Building A Mystery - or the compost pile theory of creativity
‘Building A Mystery’ is a Sarah McLauchlan song that came out years ago, and it’s currently stuck in my head—an ear worm that has burrowed in. For some reason, the tune puts me into a mildly melancholy mood and I fall down the rabbit hole of introspection and end up thinking about creativity (which is one of my favourite topics).
Creative output depends on input—one can’t endlessly pull from a well without adding something in. My favourite way to describe it is the compost pile theory of creativity (not my own, but I don’t remember where I originally found it).
Here’s how it works: take a wide swath of ideas and pile it all into one’s mind, then wait for it all to percolate together. In time, creative ideas will emerge from the bottom. Right now, as I stay home as my part of combatting a pandemic, reading is one of the most accessible sources of new ideas.
“At full power, a good book trains us to forgo our immediate environment, trains us to sink into an imaginary space where its private life can thrive at the exclusion of all else.”
Solitude: In Pursuit of a Singular Life in a Crowded World by Michael Harris
We don’t merely read the work—we enter into a dialogue with it.
“We engage in discussion with black marks on pieces of paper, we allow ourselves to confuse those pages with something like reality.”
Maps of the Imagination: The Writer as Cartographer by Peter Turchi
My fiction to-be-read pile is full of potential gems I can’t wait to explore. I love visiting the new worlds fiction offers (as my preference for fiction tends towards stories with a strong element of wonder).
But, it’s non-fiction that most often gets me thinking. The words on the page become a catalyst focusing my thoughts. I try to cast a wider net here and currently I also have some great non-fiction queued up to be read (above is a snapshot of some of my to-be-read pile). I need books to get me thinking, books worth taking notes from, books with new ideas to add to the compost pile.
So, if you are running low on ideas grab a book.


* **PROBLEM TO SOLVE**: Gather the lines below that include the string "annotation", copying each in full.
[[ INFORMATION SUPPLIED, beginning ]]
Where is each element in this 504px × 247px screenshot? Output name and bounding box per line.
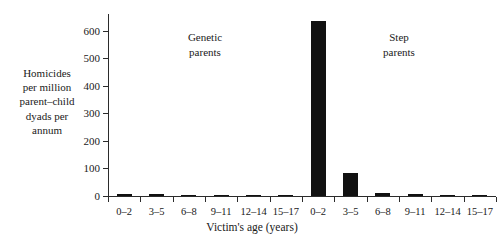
x-axis-tick [173,197,174,202]
y-axis-tick-label: 0 [95,190,101,202]
y-axis-tick-label: 400 [84,80,101,92]
chart-figure: Homicides per million parent–child dyads… [0,0,504,247]
plot-area: 0–23–56–89–1112–1415–170–23–56–89–1112–1… [108,14,496,196]
x-axis-tick [302,197,303,202]
group-annotation-line: Genetic [188,30,222,45]
x-axis-tick-label: 12–14 [434,206,460,217]
x-axis-tick [431,197,432,202]
x-axis-tick-label: 0–2 [310,206,326,217]
x-axis-tick-label: 15–17 [467,206,493,217]
x-axis-tick [334,197,335,202]
x-axis-tick-label: 15–17 [273,206,299,217]
y-axis-tick-labels: 0100200300400500600 [66,14,100,196]
group-annotation-line: parents [188,45,222,60]
bar [440,195,455,197]
y-axis-tick [103,113,108,114]
y-axis-tick-label: 100 [84,162,101,174]
x-axis-tick [367,197,368,202]
bar [214,195,229,197]
bar [375,193,390,196]
bar [278,195,293,197]
x-axis-tick [237,197,238,202]
bar [246,195,261,197]
y-axis-tick [103,86,108,87]
x-axis-title: Victim's age (years) [0,221,504,233]
x-axis-tick [496,197,497,202]
group-annotation-line: parents [383,45,415,60]
y-axis-tick [103,31,108,32]
y-axis-tick-label: 600 [84,25,101,37]
x-axis-tick-label: 6–8 [181,206,197,217]
x-axis-tick [464,197,465,202]
x-axis-tick [270,197,271,202]
y-axis-tick [103,141,108,142]
group-annotation: Stepparents [383,30,415,59]
bar [181,195,196,197]
x-axis-tick-label: 3–5 [343,206,359,217]
y-axis-line [108,14,109,196]
group-annotation: Geneticparents [188,30,222,59]
x-axis-tick-label: 9–11 [405,206,426,217]
bar [408,194,423,196]
x-axis-tick [399,197,400,202]
x-axis-tick [108,197,109,202]
x-axis-tick [140,197,141,202]
y-axis-tick-label: 500 [84,52,101,64]
bar [117,194,132,196]
y-axis-tick [103,168,108,169]
y-axis-tick-label: 200 [84,135,101,147]
y-axis-tick [103,58,108,59]
y-axis-tick-label: 300 [84,107,101,119]
x-axis-tick-label: 0–2 [116,206,132,217]
group-annotation-line: Step [383,30,415,45]
bar [343,173,358,196]
bar [472,195,487,197]
x-axis-tick-label: 6–8 [375,206,391,217]
bar [311,21,326,196]
x-axis-tick [205,197,206,202]
bar [149,194,164,196]
x-axis-tick-label: 3–5 [149,206,165,217]
x-axis-tick-label: 12–14 [240,206,266,217]
x-axis-tick-label: 9–11 [211,206,232,217]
[[ INFORMATION SUPPLIED, end ]]
* **ANSWER TO THE EXERCISE**:
group-annotation-line: Genetic [188,30,222,45]
group-annotation-line: parents [188,45,222,60]
group-annotation-line: parents [383,45,415,60]
group-annotation: Stepparents [383,30,415,59]
group-annotation: Geneticparents [188,30,222,59]
group-annotation-line: Step [383,30,415,45]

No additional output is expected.